Modern optimizers such as AdamW, equipped with momentum and adaptive learning rate, are designed to escape local minima and explore the vast parameter space. This exploration is beneficial for finding good loss basins when training from scratch. It is not necessarily ideal when resuming from a powerful foundation model because it can lead to large deviations from the pre-trained initialization and, consequently, worse robustness and generalization. At the same time, strong regularization on all parameters can lead to under-fitting. We hypothesize that selectively regularizing the parameter space is the key to fitting and retraining the pre-trained knowledge. This paper proposes a new weight decay technique, Selective Projection Decay (SPD), that selectively imposes a strong penalty on certain layers while allowing others to change freely. Intuitively, SPD expands and contracts the parameter search space for layers with consistent and inconsistent loss reduction, respectively. Experimentally, when equipped with SPD, Adam consistently provides better in-distribution generalization and out-of-distribution robustness performance on multiple popular vision and language benchmarks. Code available at~\url{https://github.com/GT-RIPL/Selective-Projection-Decay.git}

Rethinking Weight Decay for Robust Fine-Tuning of Foundation Models

TL;DR

This paper proposes a new weight decay technique, Selective Projection Decay (SPD), that selectively imposes a strong penalty on certain layers while allowing others to change freely.

Abstract

Modern optimizers such as AdamW, equipped with momentum and adaptive learning rate, are designed to escape local minima and explore the vast parameter space. This exploration is beneficial for finding good loss basins when training from scratch. It is not necessarily ideal when resuming from a powerful foundation model because it can lead to large deviations from the pre-trained initialization and, consequently, worse robustness and generalization. At the same time, strong regularization on all parameters can lead to under-fitting.
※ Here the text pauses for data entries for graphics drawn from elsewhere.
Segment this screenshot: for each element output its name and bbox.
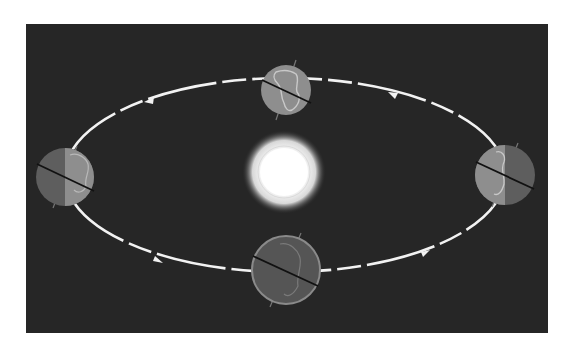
sun-core [260,148,308,196]
earth-orbit-diagram [0,0,573,356]
sun [242,130,326,214]
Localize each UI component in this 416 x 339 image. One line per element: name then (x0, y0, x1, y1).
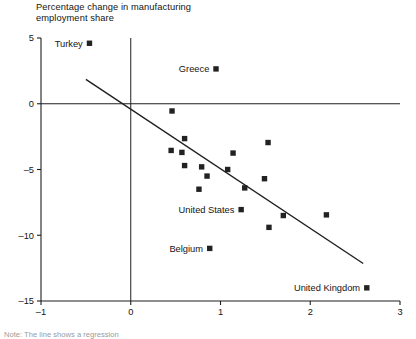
data-point-marker (266, 225, 271, 230)
data-points-group (87, 41, 370, 291)
data-point-marker (204, 173, 209, 178)
y-axis-tick-label: 0 (29, 99, 34, 109)
x-axis-tick-label: 0 (128, 307, 133, 317)
point-labels-group: TurkeyGreeceUnited StatesBelgiumUnited K… (55, 39, 361, 294)
x-axis-tick-label: 3 (397, 307, 402, 317)
data-point-marker (168, 148, 173, 153)
regression-line (86, 79, 363, 263)
data-point-marker (265, 140, 270, 145)
data-point-marker (225, 167, 230, 172)
y-axis-tick-label: –5 (24, 165, 34, 175)
data-point-label: Greece (179, 64, 210, 74)
data-point-marker (238, 207, 243, 212)
data-point-marker (169, 108, 174, 113)
data-point-marker (281, 213, 286, 218)
data-point-marker (182, 136, 187, 141)
data-point-marker (242, 185, 247, 190)
data-point-marker (87, 41, 92, 46)
data-point-marker (230, 150, 235, 155)
data-point-label: United States (179, 205, 235, 215)
data-point-marker (179, 150, 184, 155)
x-axis-tick-label: –1 (36, 307, 46, 317)
data-point-marker (182, 163, 187, 168)
data-point-marker (199, 164, 204, 169)
x-axis-tick-label: 2 (308, 307, 313, 317)
data-point-marker (364, 285, 369, 290)
y-axis-tick-label: 5 (29, 33, 34, 43)
data-point-marker (324, 212, 329, 217)
chart-footnote: Note: The line shows a regression (4, 330, 416, 339)
x-axis-tick-label: 1 (218, 307, 223, 317)
data-point-label: United Kingdom (294, 283, 360, 293)
data-point-marker (196, 187, 201, 192)
axes-group (37, 38, 400, 305)
data-point-marker (262, 176, 267, 181)
scatter-plot: TurkeyGreeceUnited StatesBelgiumUnited K… (0, 0, 416, 339)
x-axis-tick-labels: –10123 (36, 307, 403, 317)
y-axis-tick-labels: 50–5–10–15 (18, 33, 34, 306)
data-point-label: Turkey (55, 39, 83, 49)
data-point-marker (207, 246, 212, 251)
trendline-group (86, 79, 363, 263)
data-point-label: Belgium (169, 244, 203, 254)
data-point-marker (213, 66, 218, 71)
y-axis-tick-label: –15 (18, 296, 34, 306)
y-axis-tick-label: –10 (18, 231, 34, 241)
chart-figure: Percentage change in manufacturing emplo… (0, 0, 416, 339)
We hypothesize that selectively regularizing the parameter space is the key to fitting and retraining the pre-trained knowledge. This paper proposes a new weight decay technique, Selective Projection Decay (SPD), that selectively imposes a strong penalty on certain layers while allowing others to change freely. Intuitively, SPD expands and contracts the parameter search space for layers with consistent and inconsistent loss reduction, respectively. Experimentally, when equipped with SPD, Adam consistently provides better in-distribution generalization and out-of-distribution robustness performance on multiple popular vision and language benchmarks. Code available at~\url{https://github.com/GT-RIPL/Selective-Projection-Decay.git}

Paper Structure

This paper contains 22 sections, 1 theorem, 14 equations, 1 figure, 6 tables, 4 algorithms.

Key Result

Lemma 1

$\underbrace{\mathbb{E}[f(\theta_{k+1})] - f(\theta_k)}_\text{Expected Performance Gain} \leq \underbrace{- \eta_k(1-\frac{\eta_kL}{2})}_{\leq0}\|\Bar{g}_k\|^2 + \underbrace{\frac{\eta_k^2L}{2}}_{\geq0}Var(g_k)$,

Figures (1)

  • Figure 1: Selective Projection Decay (SPD) imposes regularization on layers selectively during fine-tuning. It regularizes $\|W_t-W_0\|_2$ for full fine-tuning and $\|\Delta W_t\|_2$ for PEFT fine-tuning.